No Arabic abstract
With the quantum diffusion approach the behavior of capture cross sections and mean-square angular momenta of captured systems are revealed in the reactions with deformed nuclei at subbarrier energies. The calculated results are in a good agreement with existing experimental data. With decreasing bombarding energy under the barrier the external turning point of the nucleusnucleus potential leaves the region of short-range nuclear interaction and action of friction. Because of this change of the regime of interaction, an unexpected enhancement of the capture cross section is expected at bombarding energies far below the Coulomb barrier. This effect is shown its worth in the dependence of mean-square angular momentum of captured system on the bombarding energy. From the comparison of calculated and experimental capture cross sections, the importance of quasifission near the entrance channel is shown for the actinide-based reactions leading to superheavy nuclei.
Various sub-barrier capture reactions with beams $^{16,18}$O and $^{40,48}$Ca are treated within the quantum diffusion approach. The role of neutron transfer in these capture reactions is discussed. The quasielastic and capture barrier distributions are analyzed and compared with the recent experimental data.
To describe fusion hindrance observed in fusion reactions at extremely low incident energies, I propose a novel extension of the standard CC model by introducing a damping factor that describes a smooth transition from sudden to adiabatic processes. I demonstrate the performance of this model by systematically investigating various deep sub-barrier fusion reactions. I extend the standard CC model by introducing a damping factor into the coupling matrix elements in the standard CC model. I adopt the Yukawa-plus-exponential (YPE) model as a basic heavy ion-ion potential, which is advantageous for a unified description of the one- and two-body potentials. For the purpose of these systematic investigations, I approximate the one-body potential with a third-order polynomial function based on the YPE model. Calculated fusion cross sections for the medium-heavy mass systems of $^{64}$Ni + $^{64}$Ni, $^{58}$Ni + $^{58}$Ni, and $^{58}$Ni + $^{54}$Fe, the medium-light mass systems of $^{40}$Ca + $^{40}$Ca, $^{48}$Ca + $^{48}$Ca, and $^{24}$Mg + $^{30}$Si, and the mass-asymmetric systems of $^{48}$Ca + $^{96}$Zr and $^{16}$O + $^{208}$Pb are consistent with the experimental data. The astrophysical S factor and logarithmic derivative representations of these are also in good agreement with the experimental data. Since the results calculated with the damping factor are in excellent agreement with the experimental data in all systems, I conclude that the smooth transition from the sudden to adiabatic processes occurs and that a coordinate-dependent coupling strength is responsible for the fusion hindrance. In all systems, the potential energies at the touching point $V_{rm Touch}$ strongly correlate with the incident threshold energies for which the fusion hindrance starts to emerge, except for the medium-light mass systems.
The quantum diffusion approach is extended to low energy fusion (capture) reactions of light- and medium-mass nuclei. The dependence of the friction parameter on bombarding energy is taken into account. A simple analytic expression is obtained for the capture probability at extreme sub-barrier energies. The calculated cross-sections are in a good agreement with the experimental data. The fusion excitation functions calculated within the quantum diffusion and WKB approaches are compared and presented in the astrophysical $S$-factor representation.
We demonstrate the damping of quantum octupole vibrations near the touching point when two colliding nuclei approach each other in the mass-asymmetric $^{208}$Pb + $^{16}$O system, for which the strong fusion hindrance was clearly observed. We, for the first time, apply the random-phase approximation method to the heavy-mass asymmetric di-nuclear system to calculate the transition strength $B$(E3) as a function of the center-of-mass distance. The obtained $B$(E3) strengths are substantially damped near the touching point, because the single-particle wave functions of the two nuclei strongly mix with each other and a neck is formed. The energy-weighted sums of $B$(E3) are also strongly correlated with the damping factor which is phenomenologically introduced in the standard coupled-channel calculations to reproduce the fusion hindrance. This strongly indicates that the damping of the quantum vibrations universally occurs in the deep sub-barrier fusion reactions.
Comprehensive calculations of cross sections of photon induced reactions on $^{233-238}$U targets for incident photon energies from 3 up to 30 MeV are undertaken with the statistical model code EMPIRE-3.2 Malta. Results are compared with the experimental data from EXFOR and with the current evaluations. The differences and the similarities between the models and parameters used in calculations of photon- and neutron-induced reactions on the same nuclei are discussed with focus on fission. The role of the extended optical model for fission in improving the description of the measured data and in determining consistent sets of barrier parameters is pointed out.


Using the listing below, report each line holding the string "wire".

--------------------------------

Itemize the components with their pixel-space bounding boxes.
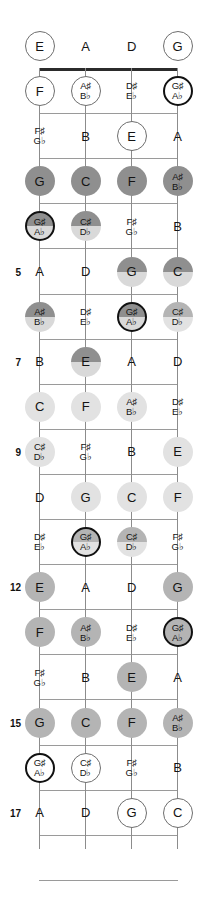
note-marker-f17-s1[interactable]: A bbox=[25, 798, 55, 828]
note-marker-f4-s4[interactable]: B bbox=[163, 211, 193, 241]
note-label: A bbox=[35, 265, 43, 278]
note-enharmonic-label: G♭ bbox=[126, 768, 138, 778]
note-enharmonic-label: G♭ bbox=[126, 227, 138, 237]
note-label: G♯ bbox=[172, 623, 184, 633]
note-marker-f2-s2[interactable]: B bbox=[71, 121, 101, 151]
note-enharmonic-label: B♭ bbox=[172, 723, 183, 733]
note-marker-f11-s3[interactable]: C♯D♭ bbox=[117, 527, 147, 557]
note-marker-f6-s1[interactable]: A♯B♭ bbox=[25, 302, 55, 332]
fret-wire-4 bbox=[39, 248, 178, 249]
note-marker-f10-s4[interactable]: F bbox=[163, 482, 193, 512]
note-label: A♯ bbox=[34, 307, 45, 317]
fret-wire-6 bbox=[39, 339, 178, 340]
note-marker-f13-s1[interactable]: F bbox=[25, 617, 55, 647]
note-marker-f13-s2[interactable]: A♯B♭ bbox=[71, 617, 101, 647]
note-marker-f15-s2[interactable]: C bbox=[71, 708, 101, 738]
note-marker-f11-s1[interactable]: D♯E♭ bbox=[25, 527, 55, 557]
note-label: E bbox=[127, 130, 135, 143]
note-marker-f15-s1[interactable]: G bbox=[25, 708, 55, 738]
note-label: G bbox=[127, 806, 137, 819]
note-label: D bbox=[81, 806, 90, 819]
note-marker-f0-s4[interactable]: G bbox=[163, 31, 193, 61]
note-marker-f3-s3[interactable]: F bbox=[117, 166, 147, 196]
note-label: D♯ bbox=[80, 307, 91, 317]
note-marker-f13-s3[interactable]: D♯E♭ bbox=[117, 617, 147, 647]
note-marker-f17-s3[interactable]: G bbox=[117, 798, 147, 828]
note-marker-f16-s1[interactable]: G♯A♭ bbox=[25, 753, 55, 783]
note-marker-f13-s4[interactable]: G♯A♭ bbox=[163, 617, 193, 647]
note-marker-f0-s2[interactable]: A bbox=[71, 31, 101, 61]
note-marker-f10-s2[interactable]: G bbox=[71, 482, 101, 512]
note-marker-f3-s4[interactable]: A♯B♭ bbox=[163, 166, 193, 196]
note-marker-f17-s4[interactable]: C bbox=[163, 798, 193, 828]
note-marker-f10-s1[interactable]: D bbox=[25, 482, 55, 512]
note-marker-f9-s1[interactable]: C♯D♭ bbox=[25, 437, 55, 467]
note-marker-f3-s1[interactable]: G bbox=[25, 166, 55, 196]
note-marker-f1-s2[interactable]: A♯B♭ bbox=[71, 76, 101, 106]
note-marker-f4-s1[interactable]: G♯A♭ bbox=[25, 211, 55, 241]
note-label: D bbox=[127, 581, 136, 594]
note-label: F bbox=[82, 400, 90, 413]
note-marker-f2-s4[interactable]: A bbox=[163, 121, 193, 151]
note-marker-f5-s3[interactable]: G bbox=[117, 257, 147, 287]
note-label: A♯ bbox=[172, 172, 183, 182]
note-marker-f12-s4[interactable]: G bbox=[163, 572, 193, 602]
note-enharmonic-label: G♭ bbox=[34, 136, 46, 146]
note-marker-f0-s3[interactable]: D bbox=[117, 31, 147, 61]
note-marker-f0-s1[interactable]: E bbox=[25, 31, 55, 61]
fret-wire-12 bbox=[39, 609, 178, 610]
fret-wire-8 bbox=[39, 429, 178, 430]
note-enharmonic-label: B♭ bbox=[80, 91, 91, 101]
note-marker-f6-s4[interactable]: C♯D♭ bbox=[163, 302, 193, 332]
note-marker-f15-s4[interactable]: A♯B♭ bbox=[163, 708, 193, 738]
note-marker-f9-s2[interactable]: F♯G♭ bbox=[71, 437, 101, 467]
note-enharmonic-label: E♭ bbox=[34, 542, 45, 552]
note-marker-f14-s3[interactable]: E bbox=[117, 662, 147, 692]
note-marker-f5-s1[interactable]: A bbox=[25, 257, 55, 287]
note-marker-f7-s4[interactable]: D bbox=[163, 347, 193, 377]
note-marker-f14-s1[interactable]: F♯G♭ bbox=[25, 662, 55, 692]
note-marker-f5-s4[interactable]: C bbox=[163, 257, 193, 287]
note-marker-f6-s3[interactable]: G♯A♭ bbox=[117, 302, 147, 332]
note-marker-f12-s1[interactable]: E bbox=[25, 572, 55, 602]
note-marker-f11-s4[interactable]: F♯G♭ bbox=[163, 527, 193, 557]
note-label: G bbox=[173, 581, 183, 594]
note-marker-f10-s3[interactable]: C bbox=[117, 482, 147, 512]
note-marker-f11-s2[interactable]: G♯A♭ bbox=[71, 527, 101, 557]
note-marker-f4-s3[interactable]: F♯G♭ bbox=[117, 211, 147, 241]
note-marker-f8-s3[interactable]: A♯B♭ bbox=[117, 392, 147, 422]
note-marker-f17-s2[interactable]: D bbox=[71, 798, 101, 828]
note-label: G♯ bbox=[34, 758, 46, 768]
note-marker-f7-s3[interactable]: A bbox=[117, 347, 147, 377]
note-marker-f7-s2[interactable]: E bbox=[71, 347, 101, 377]
note-marker-f5-s2[interactable]: D bbox=[71, 257, 101, 287]
note-marker-f16-s4[interactable]: B bbox=[163, 753, 193, 783]
note-marker-f7-s1[interactable]: B bbox=[25, 347, 55, 377]
note-marker-f2-s1[interactable]: F♯G♭ bbox=[25, 121, 55, 151]
note-marker-f1-s1[interactable]: F bbox=[25, 76, 55, 106]
note-marker-f14-s4[interactable]: A bbox=[163, 662, 193, 692]
note-marker-f8-s4[interactable]: D♯E♭ bbox=[163, 392, 193, 422]
note-marker-f9-s4[interactable]: E bbox=[163, 437, 193, 467]
note-marker-f9-s3[interactable]: B bbox=[117, 437, 147, 467]
note-label: F bbox=[128, 175, 136, 188]
note-marker-f6-s2[interactable]: D♯E♭ bbox=[71, 302, 101, 332]
fret-wire-14 bbox=[39, 699, 178, 700]
note-marker-f1-s4[interactable]: G♯A♭ bbox=[163, 76, 193, 106]
note-marker-f14-s2[interactable]: B bbox=[71, 662, 101, 692]
note-marker-f12-s3[interactable]: D bbox=[117, 572, 147, 602]
fret-wire-11 bbox=[39, 564, 178, 565]
note-marker-f8-s2[interactable]: F bbox=[71, 392, 101, 422]
note-marker-f15-s3[interactable]: F bbox=[117, 708, 147, 738]
note-marker-f8-s1[interactable]: C bbox=[25, 392, 55, 422]
note-marker-f1-s3[interactable]: D♯E♭ bbox=[117, 76, 147, 106]
note-marker-f12-s2[interactable]: A bbox=[71, 572, 101, 602]
note-marker-f3-s2[interactable]: C bbox=[71, 166, 101, 196]
note-marker-f4-s2[interactable]: C♯D♭ bbox=[71, 211, 101, 241]
note-marker-f2-s3[interactable]: E bbox=[117, 121, 147, 151]
note-marker-f16-s3[interactable]: F♯G♭ bbox=[117, 753, 147, 783]
note-enharmonic-label: B♭ bbox=[80, 633, 91, 643]
note-enharmonic-label: D♭ bbox=[80, 768, 91, 778]
note-label: E bbox=[173, 445, 181, 458]
note-marker-f16-s2[interactable]: C♯D♭ bbox=[71, 753, 101, 783]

--------------------------------

ANSWER FOR THE TASK:
fret-wire-4 bbox=[39, 248, 178, 249]
fret-wire-6 bbox=[39, 339, 178, 340]
fret-wire-12 bbox=[39, 609, 178, 610]
fret-wire-8 bbox=[39, 429, 178, 430]
fret-wire-14 bbox=[39, 699, 178, 700]
fret-wire-11 bbox=[39, 564, 178, 565]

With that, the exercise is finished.